Marriner Eccles | |
---|---|
Chair of the Federal Reserve | |
In office November 15, 1934 – February 3, 1948 |
|
President |
Franklin Roosevelt Harry Truman |
Deputy |
John Thomas Ronald Ransom |
Preceded by | Eugene Black |
Succeeded by | Thomas McCabe |
Personal details | |
Born |
Logan, Utah, U.S. |
September 9, 1890
Died | December 18, 1977 Salt Lake City, Utah, U.S. |
(aged 87)
Political party | Republican |
Marriner Stoddard Eccles (September 9, 1890 – December 18, 1977) was a U.S. banker, economist, and member and chairman of the Federal Reserve Board.
Marriner Stoddard Eccles was known during his lifetime chiefly as having been the Chairman of the Federal Reserve under President Franklin Delano Roosevelt. He has been remembered for having even anticipated and certainly then having supported the theories of John Maynard Keynes relative to "inadequate aggregate spending" in the economy which appeared during his tenure. As Eccles wrote in his memoir Beckoning Frontiers (1951):
"As mass production has to be accompanied by mass consumption, mass consumption, in turn, implies a distribution of wealth ... to provide men with buying power. ... Instead of achieving that kind of distribution, a giant suction pump had by 1929-30 drawn into a few hands an increasing portion of currently produced wealth. ... The other fellows could stay in the game only by borrowing. When their credit ran out, the game stopped."
Born in Logan, Utah to David and Ellen (Stoddard) Eccles, he was educated at public schools of Baker, Oregon and attended Brigham Young College and served a Latter-day Saint mission to Scotland. After his mission, while working in a family enterprise in Blacksmith Fork Canyon, he learned of the untimely death of his father, David Eccles. With great skill and tenacity, he was able to reorganize and consolidate the assets of his father's industrial conglomerate and banking network. Eccles expanded the banking interests into a large western chain of banks called Eccles-Browning Affiliated Banks. He was a millionaire by age 22. The company withstood several bank runs during the Great Depression and, as a leading banker, Eccles became involved with the creation of the Emergency Banking Act of 1933 and the Federal Deposit Insurance Corporation. After a brief stint at the Treasury Department and with the support of treasury secretary Henry Morgenthau, Jr., Eccles was appointed by President Roosevelt as the Chairman of the Federal Reserve. Eccles was reappointed chair in 1936, 1940, and 1944 and served until 1948. In February 1944, Roosevelt appointed Eccles for another 14-year term on the board and Eccles stayed on the board until 1951, when he resigned a few months after the 1951 Accord. Eccles had also participated in post-World War II Bretton Woods negotiations that created the World Bank and International Monetary Fund.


Problem to solve
Please reproduce exactly the lines from the start of the records through the one containing "The height and", and nothing more.

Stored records
%%
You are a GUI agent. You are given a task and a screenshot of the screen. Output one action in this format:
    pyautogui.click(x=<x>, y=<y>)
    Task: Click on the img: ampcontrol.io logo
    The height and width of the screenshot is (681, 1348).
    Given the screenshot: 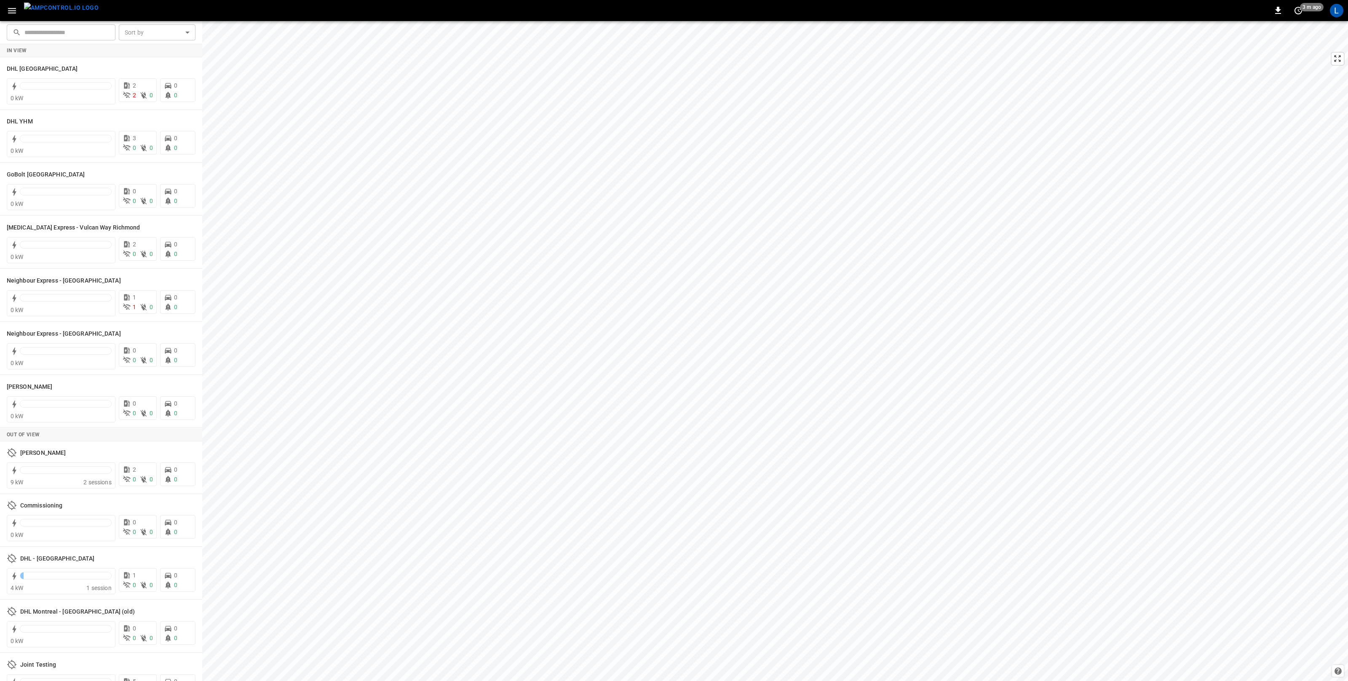 What is the action you would take?
    pyautogui.click(x=61, y=8)
    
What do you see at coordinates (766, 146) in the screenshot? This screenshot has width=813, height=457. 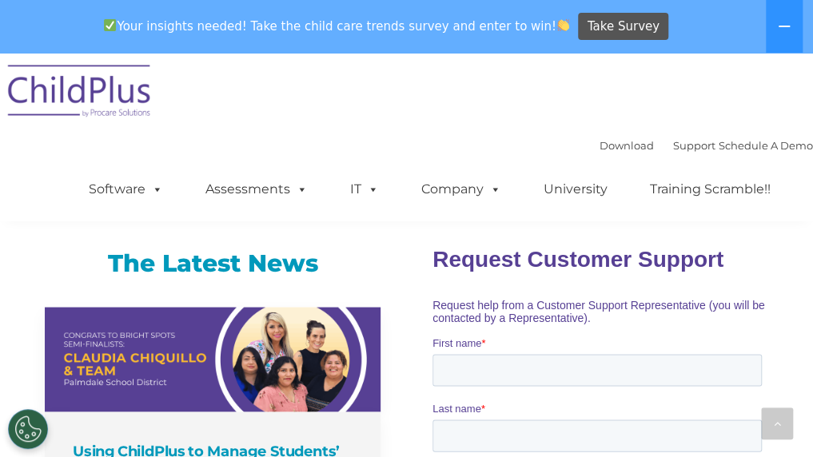 I see `a: Schedule A Demo` at bounding box center [766, 146].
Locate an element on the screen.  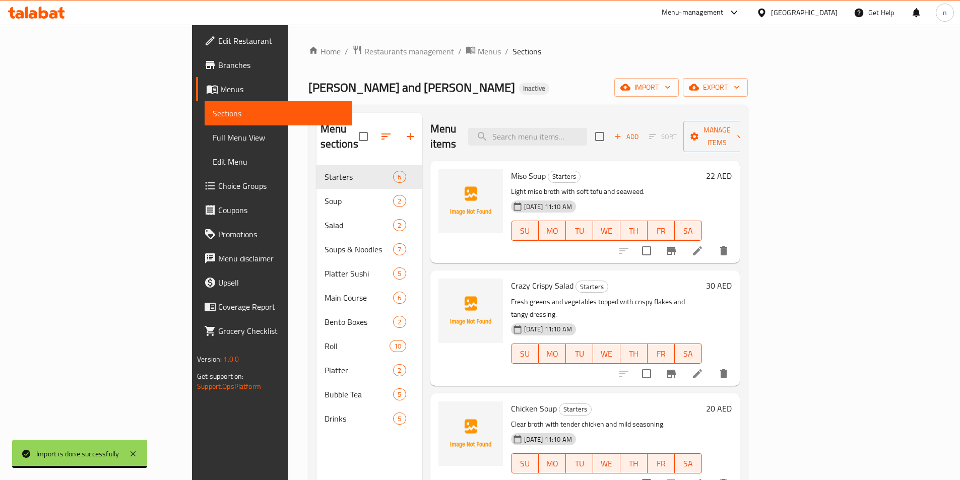
span: Select all sections is located at coordinates (363, 137).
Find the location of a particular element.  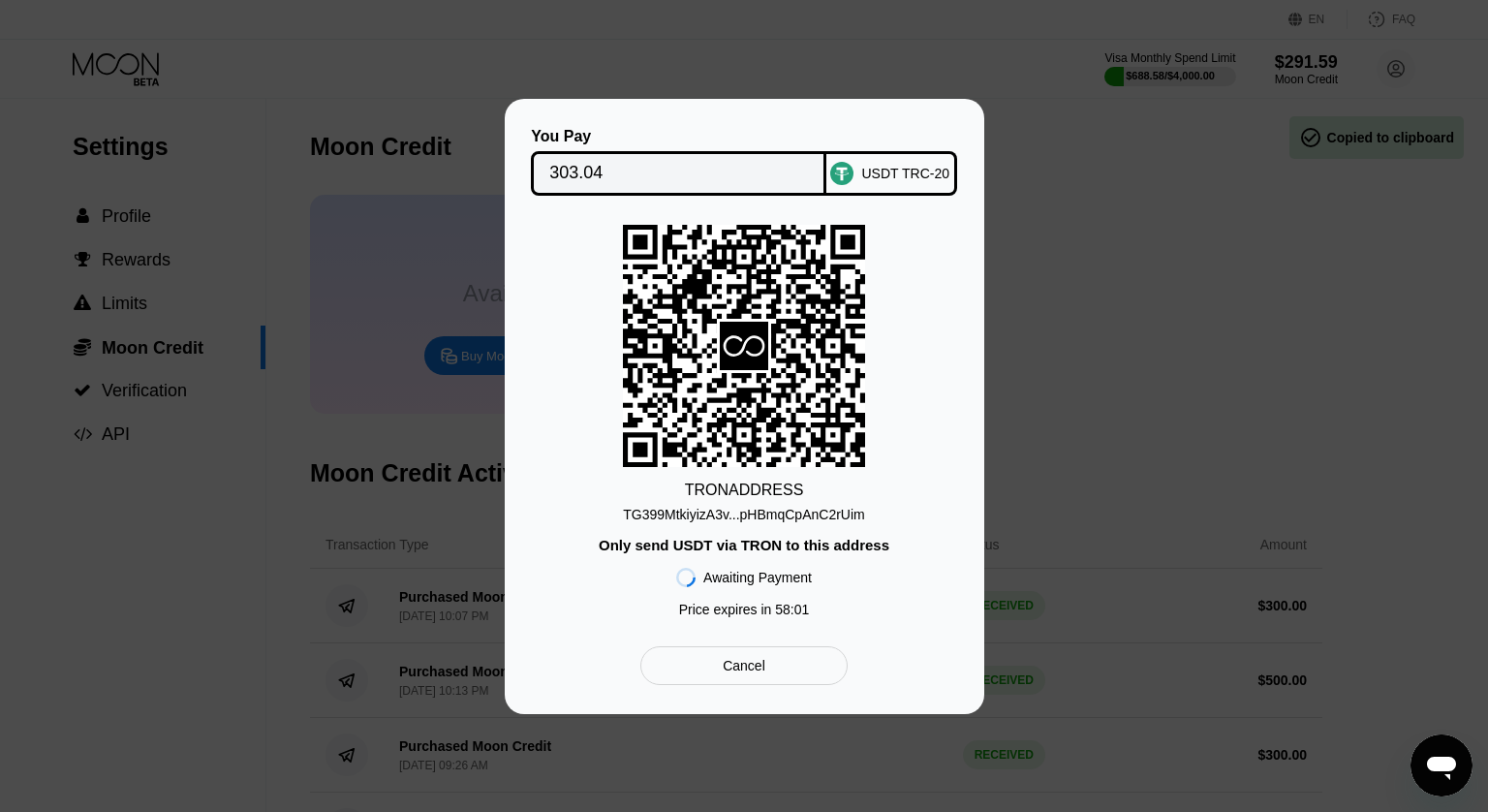

div: USDT TRC-20 is located at coordinates (905, 173).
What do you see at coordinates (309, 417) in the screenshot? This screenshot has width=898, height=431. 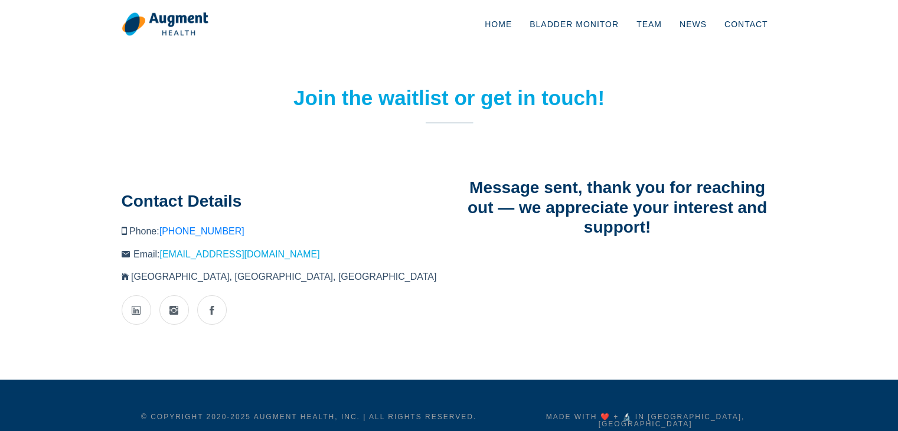 I see `h5: © Copyright 2020- 2025 Augment Health, Inc. | All rights reserved.` at bounding box center [309, 417].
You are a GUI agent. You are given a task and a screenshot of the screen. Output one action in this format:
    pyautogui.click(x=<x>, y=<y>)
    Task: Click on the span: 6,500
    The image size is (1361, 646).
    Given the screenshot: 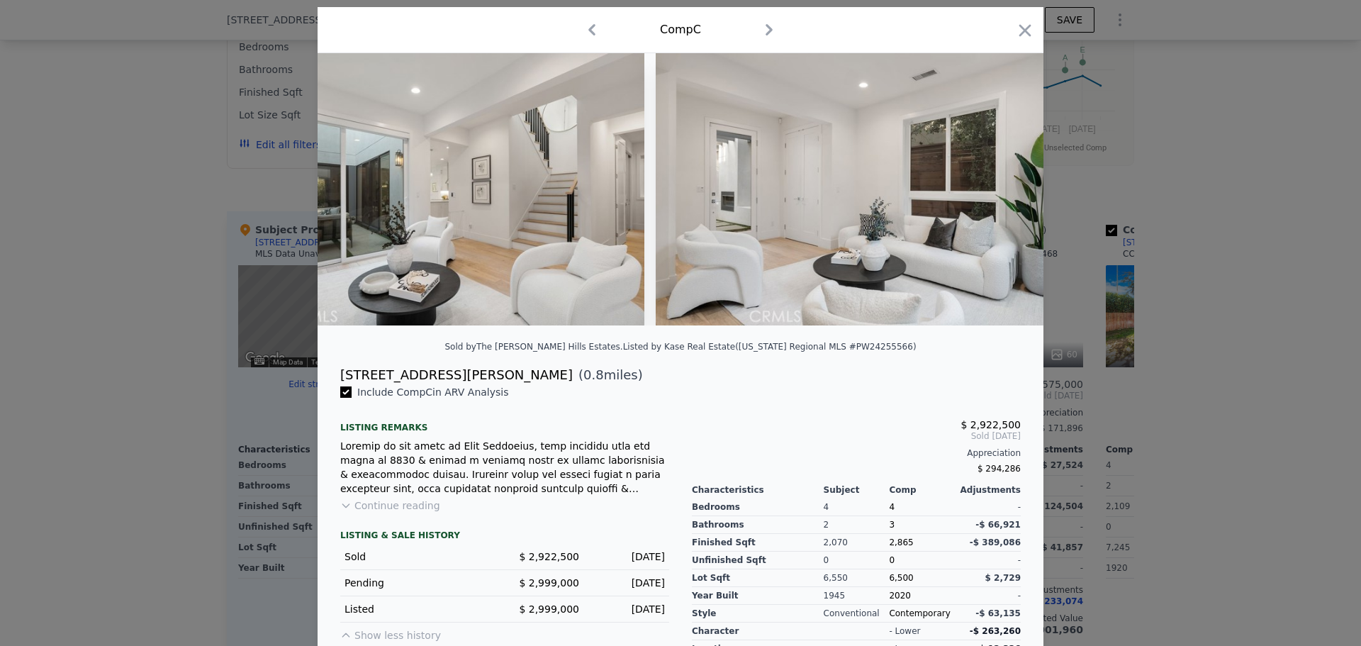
%%
Written solution
You are a GUI agent. You are given a task and a screenshot of the screen. Output one action in this format:
    pyautogui.click(x=<x>, y=<y>)
    Task: Click on the img: ampcontrol.io logo
    The height and width of the screenshot is (681, 1348).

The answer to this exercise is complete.